The future of software is multithreaded. Current software that was optimized for single threaded work will become obsolete, and providing hardware that has single cores will hold back progress. More cores and more threads = faster, better.
The majority of smart phone users in general would be better off with a dumb phone, so that makes your argument irrelevant.
You actually have it backwards. Faster cores = more heat, more cores = less heat. Although heat in general has many determining factors and cannot be simplified as such. But anytime you increase the clockspeed of a chip, you have to raise the voltage, and more voltage equals more heat. Anybody who?s ever overclocked anything can attest to this.
Oh, and give me ONE scenario where a dual-core is faster than a quad-core FROM THE SAME ARCHITECTURE.
Try this article from anandtech. TL; DR - the scenario you mentioned may be possible, but the problem is that no one is doing it now, and the writing is up in the air as to whether anyone will do it in the near future.
http://www.anandtech.com/show/7335/the-iphone-5s-review/2
Specifically, this part.
I always thought the transition from 2 to 4 cores happened quicker in mobile than I had expected. Thankfully there are some well threaded apps that have been able to take advantage of more than two cores and power gating keeps the negative impact of the additional cores down to a minimum. As we saw in our Moto X review however, two faster cores are still better for most uses than four cores running at lower frequencies. NVIDIA forced everyone?s hand in moving to 4 cores earlier than they would?ve liked, and now you pretty much can?t get away with shipping anything less than that in an Android handset. Even Motorola felt necessary to obfuscate core count with its X8 mobile computing system. Markets like China seem to also demand more cores over better ones, which is why we see such a proliferation of quad-core Cortex A5/A7 designs. Apple has traditionally been sensible in this regard, even dating back to core count decisions in its Macs. I remembering reviewing an old iMac and pitting it against a Dell XPS One at the time. This was in the pre-power gating/turbo days. Dell went the route of more cores, while Apple chose for fewer, faster ones. It also put the CPU savings into a better GPU. You can guess which system ended out ahead.

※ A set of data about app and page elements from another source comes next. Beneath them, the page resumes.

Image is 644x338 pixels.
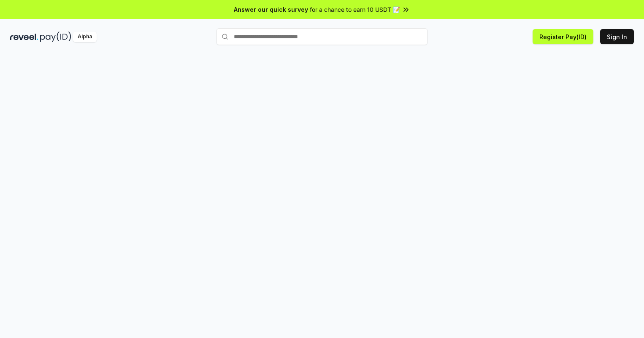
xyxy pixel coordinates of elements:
[73,32,96,42] div: Alpha
[10,32,38,42] img: reveel_dark
[533,29,593,44] button: Register Pay(ID)
[600,29,634,44] button: Sign In
[40,32,71,42] img: pay_id
[234,5,308,14] span: Answer our quick survey
[310,5,400,14] span: for a chance to earn 10 USDT 📝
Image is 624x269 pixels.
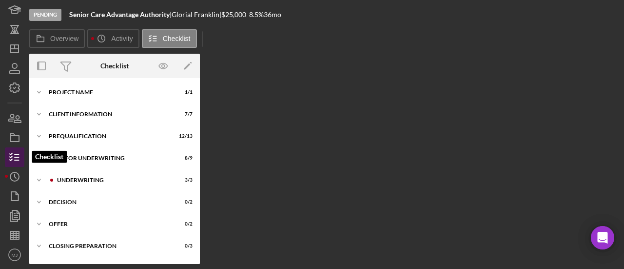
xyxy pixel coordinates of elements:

In such a thermally constrained environment, going quad-core only makes sense if you can properly power gate/turbo up when some cores are idle. I have yet to see any mobile SoC vendor (with the exception of Intel with Bay Trail) do this properly, so until we hit that point the optimal target is likely two cores. You only need to look back at the evolution of the PC to come to the same conclusion. Before the arrival of Nehalem and Lynnfield, you always had to make a tradeoff between fewer faster cores and more of them. Gaming systems (and most users) tended to opt for the former, while those doing heavy multitasking went with the latter. Once we got architectures with good turbo, the 2 vs 4 discussion became one of cost and nothing more. I expect we?ll follow the same path in mobile.
Then there?s the frequency discussion. Brian and I have long been hinting at the sort of ridiculous frequency/voltage combinations mobile SoC vendors have been shipping at for nothing more than marketing purposes. I remember ARM telling me the ideal target for a Cortex A15 core in a smartphone was 1.2GHz. Samsung?s Exynos 5410 stuck four Cortex A15s in a phone with a max clock of 1.6GHz. The 5420 increases that to 1.7GHz. The problem with frequency scaling alone is that it typically comes at the price of higher voltage. There?s a quadratic relationship between voltage and power consumption, so it?s quite possibly one of the worst ways to get more performance. Brian even tweeted an image showing the frequency/voltage curve for a high-end mobile SoC. Note the huge increase in voltage required to deliver what amounts to another 100MHz in frequency.
The combination of both of these things gives us a basis for why Apple settled on two Swift cores running at 1.3GHz in the A6, and it?s also why the A7 comes with two cores running at the same max frequency. Interestingly enough, this is the same max non-turbo frequency Intel settled at for Bay Trail. Given a faster process (and turbo), I would expect to see Apple push higher frequencies but without those things, remaining conservative makes sense. I verified frequency through a combination of reporting tools and benchmarks. While it?s possible that I?m wrong, everything I?ve run on the device (both public and not) points to a 1.3GHz max frequency.